BENJAMIN BARBER was a busy man in the Clinton years. He was officially a professor of politics at Rutgers University in New Jersey. But he was also a frequent presence at Camp David and the White House, where he participated in intellectual "outreach" sessions with the president. In his spare time, he didn't hesitate to fire off memos and speech ideas to Clinton aides, too.
Mr. Barber recounts these activities in "The Truth of Power: Intellectual Affairs in the Clinton White House," but with a kind of sadness, for despite his fondest hopes, the Clinton presidency was, for him, a disappointment, never quite fulfilling its glowing promise. And Mr. Clinton was himself a maddeningly elusive figure.
Even so, the entire book is an exercise in hero worship, and not surprisingly. If one standard for success for any White House is the president's relations with intellectuals, and their regard for him, then Bill Clinton was the most successful president since John Kennedy, who famously brought intellectuals into his campaign and his administration, with Arthur Schlesinger serving as a liaison between the two worlds. A little history from that era may put Mr. Barber's "intellectual affair" in perspective.
Mr. Schlesinger's outreach efforts helped secure for Kennedy the kind of gushing treatment that was so ubiquitous at the time; indeed, it continues even today. (See Time magazine's recent, fulsome story on the Kennedy family, complete with a glamorous picture of Jack and Jackie on the cover.) Mr. Schlesinger offered his own contribution to the Kennedy hagiography with "A Thousand Days," which won the Pulitzer Prize.
In a certain way, courting intellectuals was easier in the Kennedy years. Then, most American intellectuals belonged to the consensus school of liberal anticommunism. The upheavals of the mid and late 1960s, though, changed all that. Lyndon Johnson felt the sting of a radical break-off when Johnson's successor to Mr. Schlesinger, Eric Goldman, organized a White House Conference on the Arts in 1965. It was supposed to be an anodyne event, but the invited guests used the occasion to make public their displeasure with Johnson's Vietnam policy. Unsurprisingly, Goldman left the White House soon after.
Intellectuals were sparse among Republicans when Richard Nixon entered the White House in 1969, so he hired Pat Moynihan, a Democrat who had no use for the radicals. Mr. Moynihan told Nixon to cultivate conservative intellectuals if he could, if only to counter the liberal establishment. He was especially concerned about college graduates, warning Nixon that every time an old-school liberal retired from the New York Times, their young replacements joined the ranks of the "Maoist faction on West 43rd Street." Mr. Moynihan advised Nixon to look to disaffected Democrats like Irving Kristol and Nathan Glazer, who were in the process of creating the neoconservative movement.
As it happened, the neoconservatives arrived about 10 years later. Martin Anderson, called "Ronald Reagan's one-man think tank," brought together all kinds of conservative intellectuals -- neocons, libertarians, anticommunists -- to staff the Reagan administration.
Which brings us to Bill Clinton. He always understood the usefulness of intellectuals. In his presidential campaign, he associated himself with the thinkers around the Democratic Leadership Council -- quasi-neocons who could not quite bring themselves to become Republican -- to show that he was a different kind of Democrat. This maneuver distanced him from the McGovernites who had dominated the party for two decades.
Once in power, Mr. Clinton did not consult the DLC very much. But he did still see the value of cultivating intellectuals. Thus Mr. Barber joined a circle of professors and writers, including Amitai Etzioni, William Galston and Robert ("Bowling Alone") Putnam, for semi-regular chats with the president. ("The shared cashews, however, really were a problem. Every time I casually reached out with my right hand to take a nut, the president's large left hand shot out like cobra's head, dropping over the mouth of the cup, blocking my access.") George Stephanopoulos told Mr. Barber, referring to Mr. Barber's book on globalism, that "he was tired of Clinton pulling out a copy of Jihad vs. McWorld at every other meeting and talking about its relevance."
All of this courtship served Mr. Clinton well throughout his presidency, but especially during the Monica Lewinsky affair. The intellectual establishment overwhelmingly backed Mr. Clinton during the crisis -- signing petitions and ads declaring, among other things, that perjury in the service of sexual adventures was not an impeachable offense. Princeton's Sean Wilentz even testified on Mr. Clinton's behalf before Congress.
So Mr. Clinton received a great deal of help from intellectuals. But what did he give them in return? Not much. Mr. Clinton had a capacity, notes Mr. Barber, "to represent existentially groups for whom he did not deliver the goods -- a vital point for identity politics."
Mr. Barber's use of the word "affairs" in his subtitle is no accident. After eight years of seduction, he felt used and came to the conclusion that intellectuals may not belong in the White House but on the outside, shaping ideas in the world at large. It is surprising that it took him eight years to reach this conclusion.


§ **DIRECTIONS FOR THIS TASK**
One number is the whole answer: how many lines of the records include "thyroid".

Dataset excerpts

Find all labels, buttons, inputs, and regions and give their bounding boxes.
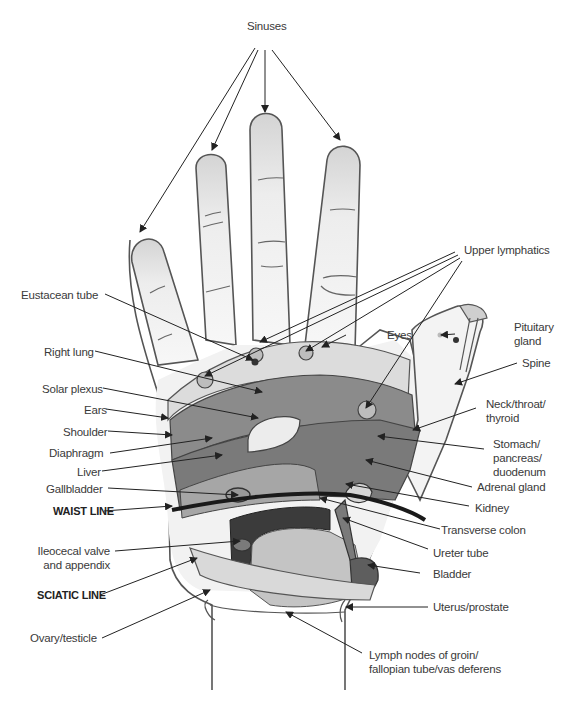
little-finger (132, 239, 198, 365)
fingers (132, 114, 360, 366)
label-lymph-nodes-groin: Lymph nodes of groin/ fallopian tube/vas… (369, 648, 501, 676)
label-shoulder: Shoulder (63, 425, 107, 439)
label-ears: Ears (84, 403, 107, 417)
label-gallbladder: Gallbladder (46, 482, 103, 496)
label-liver: Liver (77, 465, 101, 479)
label-eustacean-tube: Eustacean tube (21, 288, 98, 302)
label-pituitary-gland: Pituitary gland (514, 320, 554, 348)
middle-finger (250, 114, 290, 346)
label-ileocecal-line2: and appendix (30, 558, 110, 572)
label-diaphragm: Diaphragm (49, 446, 103, 460)
label-eyes: Eyes (387, 328, 412, 342)
label-stomach-line1: Stomach/ (493, 437, 546, 451)
label-pituitary-line1: Pituitary (514, 320, 554, 334)
label-adrenal-gland: Adrenal gland (477, 480, 545, 494)
label-sinuses: Sinuses (247, 19, 287, 33)
label-stomach-pancreas-duodenum: Stomach/ pancreas/ duodenum (493, 437, 546, 479)
label-spine: Spine (522, 356, 550, 370)
label-pituitary-line2: gland (514, 334, 554, 348)
label-neck-line2: thyroid (486, 411, 546, 425)
label-ureter-tube: Ureter tube (433, 546, 488, 560)
label-right-lung: Right lung (44, 345, 94, 359)
label-kidney: Kidney (475, 501, 509, 515)
label-neck-throat-thyroid: Neck/throat/ thyroid (486, 397, 546, 425)
label-uterus-prostate: Uterus/prostate (433, 600, 509, 614)
label-stomach-line2: pancreas/ (493, 451, 546, 465)
label-upper-lymphatics: Upper lymphatics (464, 243, 550, 257)
label-lymph-line2: fallopian tube/vas deferens (369, 662, 501, 676)
label-ileocecal-valve: Ileocecal valve and appendix (30, 544, 110, 572)
label-waist-line: WAIST LINE (53, 504, 114, 518)
label-stomach-line3: duodenum (493, 465, 546, 479)
index-finger (305, 146, 360, 350)
label-ileocecal-line1: Ileocecal valve (30, 544, 110, 558)
label-solar-plexus: Solar plexus (42, 382, 103, 396)
label-neck-line1: Neck/throat/ (486, 397, 546, 411)
label-sciatic-line: SCIATIC LINE (37, 588, 106, 602)
label-ovary-testicle: Ovary/testicle (30, 631, 97, 645)
label-transverse-colon: Transverse colon (441, 523, 526, 537)
ring-finger (196, 155, 236, 346)
label-bladder: Bladder (433, 567, 471, 581)
label-lymph-line1: Lymph nodes of groin/ (369, 648, 501, 662)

§ **YOUR SOLUTION**
2